Sunday, December 08, 2013

It's Beginning To Look A Lot Like A Simple Christmas

Are you getting that feeling this Christmas season? It's not necessarily a new feeling, either. Its tingle might feel a little familiar. Likely you experienced it last year. Perhaps even the year before that.
It's that feeling that Christmas could be, should be a heckuva lot simpler.
I'm meeting up with a lot of people who are expressing the same wish that I have: Christmas is too commercial and too focused on stuff. There's too much pressure to buy things and people are getting harder to buy for.
The way the feeling is manifesting itself in me this year is a desire to be donating money instead of buying gifts.
With my mother home with us for Christmas this year, we have been attending the Advent services at church together. On the first day, we received a sheet of paper that works as a Advent giving calendar. Each day, we are given a monetary task to fulfill, like "Give 10 cents for every Christmas CD you have" or "Give five cents for every Christmas card you will send".
Yesterday, the feeling hit me with a wallop. My husband and I were going to attend the Christmas Open Mic at the theatre in Oxford and admission was a monetary donation to the food bank. Whomp! Like a punch to the chest, I felt that this was how I wanted to celebrate Christmas, this was how I wanted to spend my money.
Giving. Helping. 
Why am I buying socks for our stockings when I could be buying a gift for a child?
Why am I buying chocolates for our stockings when I could be donating to the food bank?
Why am I buying books for our stockings when I could be making a donation to the local library?
Why am I buying hand lotion for our stockings when I could be donating those to a women's shelter?
This list could go on...Obviously "just stockings" is still creating a shopping monster.
Listening to friends talk about this yesterday, I heard them say, "It's the kids who want to do gifts.
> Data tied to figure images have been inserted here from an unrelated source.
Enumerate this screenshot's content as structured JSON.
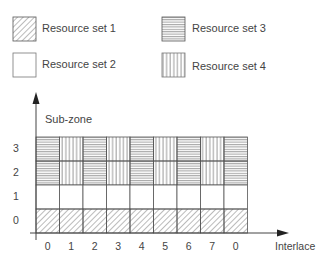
{
  "legend": [
    {
      "pattern": "diagonal",
      "label": "Resource set 1"
    },
    {
      "pattern": "blank",
      "label": "Resource set 2"
    },
    {
      "pattern": "horizontal",
      "label": "Resource set 3"
    },
    {
      "pattern": "vertical",
      "label": "Resource set 4"
    }
  ],
  "axes": {
    "y_label": "Sub-zone",
    "x_label": "Interlace",
    "y_ticks": [
      "3",
      "2",
      "1",
      "0"
    ],
    "x_ticks": [
      "0",
      "1",
      "2",
      "3",
      "4",
      "5",
      "6",
      "7",
      "0"
    ]
  },
  "grid": {
    "rows": [
      {
        "subzone": "3",
        "cells": [
          "horizontal",
          "vertical",
          "horizontal",
          "vertical",
          "horizontal",
          "vertical",
          "horizontal",
          "vertical",
          "horizontal"
        ]
      },
      {
        "subzone": "2",
        "cells": [
          "horizontal",
          "vertical",
          "horizontal",
          "vertical",
          "horizontal",
          "vertical",
          "horizontal",
          "vertical",
          "horizontal"
        ]
      },
      {
        "subzone": "1",
        "cells": [
          "blank",
          "blank",
          "blank",
          "blank",
          "blank",
          "blank",
          "blank",
          "blank",
          "blank"
        ]
      },
      {
        "subzone": "0",
        "cells": [
          "diagonal",
          "diagonal",
          "diagonal",
          "diagonal",
          "diagonal",
          "diagonal",
          "diagonal",
          "diagonal",
          "diagonal"
        ]
      }
    ]
  }
}
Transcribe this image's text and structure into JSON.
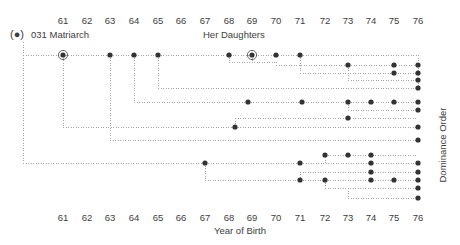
{
  "figure": {
    "title_left": "031  Matriarch",
    "title_center": "Her Daughters",
    "axis_bottom_title": "Year of Birth",
    "axis_right_title": "Dominance Order",
    "matriarch_symbol": "(●)"
  },
  "axis": {
    "top_ticks": [
      "61",
      "62",
      "63",
      "64",
      "65",
      "66",
      "67",
      "68",
      "69",
      "70",
      "71",
      "72",
      "73",
      "74",
      "75",
      "76"
    ],
    "bottom_ticks": [
      "61",
      "62",
      "63",
      "64",
      "65",
      "66",
      "67",
      "68",
      "69",
      "70",
      "71",
      "72",
      "73",
      "74",
      "75",
      "76"
    ]
  },
  "colors": {
    "dot": "#333333",
    "line": "#9a9a9a",
    "text": "#3d3d3d",
    "background": "#ffffff"
  },
  "chart_data": {
    "type": "scatter",
    "xlabel": "Year of Birth",
    "ylabel": "Dominance Order",
    "xlim": [
      60.4,
      76.6
    ],
    "ylim": [
      0,
      17
    ],
    "grid": false,
    "legend": null,
    "x_tick_values": [
      61,
      62,
      63,
      64,
      65,
      66,
      67,
      68,
      69,
      70,
      71,
      72,
      73,
      74,
      75,
      76
    ],
    "x_tick_labels": [
      "61",
      "62",
      "63",
      "64",
      "65",
      "66",
      "67",
      "68",
      "69",
      "70",
      "71",
      "72",
      "73",
      "74",
      "75",
      "76"
    ],
    "x_pixels": {
      "61": 63,
      "62": 87,
      "63": 110,
      "64": 134,
      "65": 158,
      "66": 181,
      "67": 205,
      "68": 229,
      "69": 252,
      "70": 276,
      "71": 300,
      "72": 325,
      "73": 348,
      "74": 371,
      "75": 394,
      "76": 418
    },
    "rows": [
      {
        "row": 1,
        "y_px": 55,
        "births": [
          61,
          63,
          64,
          65,
          68,
          69,
          70,
          71
        ],
        "circled": [
          61,
          69
        ]
      },
      {
        "row": 2,
        "y_px": 65,
        "births": [
          73,
          75,
          76
        ],
        "circled": []
      },
      {
        "row": 3,
        "y_px": 73,
        "births": [
          75,
          76
        ],
        "circled": []
      },
      {
        "row": 4,
        "y_px": 80,
        "births": [
          76
        ],
        "circled": []
      },
      {
        "row": 5,
        "y_px": 88,
        "births": [
          76
        ],
        "circled": []
      },
      {
        "row": 6,
        "y_px": 102,
        "births": [
          69,
          72,
          73,
          74,
          75,
          76
        ],
        "circled": []
      },
      {
        "row": 7,
        "y_px": 110,
        "births": [
          76
        ],
        "circled": []
      },
      {
        "row": 8,
        "y_px": 118,
        "births": [
          73
        ],
        "circled": []
      },
      {
        "row": 9,
        "y_px": 127,
        "births": [
          68,
          76
        ],
        "circled": []
      },
      {
        "row": 10,
        "y_px": 140,
        "births": [
          76
        ],
        "circled": []
      },
      {
        "row": 11,
        "y_px": 155,
        "births": [
          72,
          73,
          74
        ],
        "circled": []
      },
      {
        "row": 12,
        "y_px": 163,
        "births": [
          67,
          71,
          74,
          76
        ],
        "circled": []
      },
      {
        "row": 13,
        "y_px": 172,
        "births": [
          74,
          76
        ],
        "circled": []
      },
      {
        "row": 14,
        "y_px": 180,
        "births": [
          71,
          72,
          74,
          75,
          76
        ],
        "circled": []
      },
      {
        "row": 15,
        "y_px": 188,
        "births": [
          76
        ],
        "circled": []
      },
      {
        "row": 16,
        "y_px": 198,
        "births": [
          76
        ],
        "circled": []
      }
    ],
    "matriarch": {
      "label": "031",
      "symbol": "(●)",
      "x_px": 22,
      "y_px": 34
    },
    "total_offspring": 49
  }
}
They're the ones who say 'Oh, Mom, we want to buy you gifts'." And families with children still at home, couples with grandchildren must find it very difficult to resist the orgy-of-gifts circus that Christmas has become.
Imagine Christmas as a season of gratitude instead greed.
Yet it's the whole idea that Christmas is about giving that trips us up in the end.The statements ring out: "We want to give you gifts" and "I have to give my parents gifts" even when those gifts are just money or gift cards, presents with no thought or meaning behind them.
We can't even hold ourselves to one gift each. It's always one more thing... Stockings are a joke! I already have so much, the stuffed stockings will balance on a pile of stocking gifts. Yeesh. 
But I am amazed that every year, more and more people are expressing the idea that gift-giving should be scaled back if not stopped altogether. They -- we -- aren't anti-Christmas but instead, they -- we -- want to focus on something different for Christmas.
Blessings.
There is no stocking big enough, to space under the tree wide enough, no box deep enough to hold all the blessings in our lives.